THE ACCLAIMED INTERNATIONAL BESTSELLER 'One of the most extraordinary and compelling novels written about World War II. Ever' Alan Furst Inspired by a true story, Hans Fallada's Alone in Berlin is a gripping wartime thriller following one ordinary man's determination to defy the tyranny of Nazi rule Berlin, 1940, and the city is filled with fear. At the house on 55 Jablonski Strasse, its various occupants try to live under Nazi rule in their different ways: the bullying Hitler loyalists the Persickes, the retired judge Fromm and the unassuming couple Otto and Anna Quangel. Then the Quangels receive the news that their beloved son has been killed fighting in France.

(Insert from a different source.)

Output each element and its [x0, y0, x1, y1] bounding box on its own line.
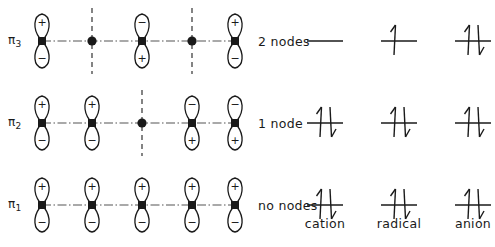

Shocked out of their quiet existence, they begin a silent campaign of defiance, and a deadly game of cat and mouse develops between the Quangels and the ambitious Gestapo inspector Escherich. When petty criminals Kluge and Borkhausen also become involved, deception, betrayal and murder ensue, tightening the noose around the Quangels' necks ... This Penguin Classics edition contains an afterword by Geoff Wilkes, as well as facsimiles of the original Gestapo file which inspired the novel. 'Terrific ... a fast-moving, important and astutely deadpan thriller' Irish Times 'An unrivalled and vivid portrait of life in wartime Berlin' Philip Kerr 'To read Fallada's testament to the darkest years of the 20th century is to be accompanied by a wise, somber ghost who grips your shoulder and whispers into your ear: "This is how it was. This is what happened"' The New York Times

In Search Of Berlin

In Search Of Berlin
Author: John Kampfner
Publisher: Atlantic Books
Total Pages: 393
Release: 2023-10-05
Genre: History
ISBN: 183895483X

A WATERSTONES BEST HISTORY BOOK OF 2023 LONGLISTED FOR THE 2024 ONDAATJE PRIZE 'A masterful portrait of one of the world's greatest cities... A must-read' PETER FRANKOPAN 'Such a delightful read' KATJA HOYER, The Times 'Berlin may well be Europe's most enigmatic city and John Kampfner is the ideal guide.' JONATHAN FREEDLAND, Sunday Times bestselling author of The Escape Artist 'Gripping' Financial Times No other city has had so many lives, survived so many disasters and has reinvented itself so many times. No other city is like Berlin. Ever since John Kampfner was a young journalist in Communist East Berlin, he hasn't been able to get the city out of his mind. It is a place tortured by its past, obsessed with memories, a place where traumas are unleashed and the traumatised have gathered. Over the past four years Kampfner has walked the length and breadth of Berlin, delving into the archives, and talking to historians and writers, architects and archaeologists. He clambers onto a fallen statue of Lenin; he rummages in boxes of early Medieval bones; he learns about the cabaret star so outrageous she was thrown out of the city. Berlin has been a military barracks, industrial powerhouse, centre of learning, hotbed of decadence - and the laboratory for the worst experiment in horror known to man. Now a city of refuge, it is home to 180 nationalities, and more than a quarter of the population has a migrant background. Berlin never stands still. It is never satisfied. But it is now the irresistible capital to which the world is gravitating. In Search of Berlin is an 800-year story, a dialogue between past and present; it is a new way of looking at this turbulent and beguiling city on its never-ending journey of reinvention.

LIFE

LIFE
Author:
Publisher:
Total Pages: 100
Release: 1961-08-25
Genre:
ISBN:

LIFE Magazine is the treasured photographic magazine that chronicled the 20th Century. It now lives on at LIFE.com, the largest, most amazing collection of professional photography on the internet. Users can browse, search and view photos of today’s people and events. They have free access to share, print and post images for personal use.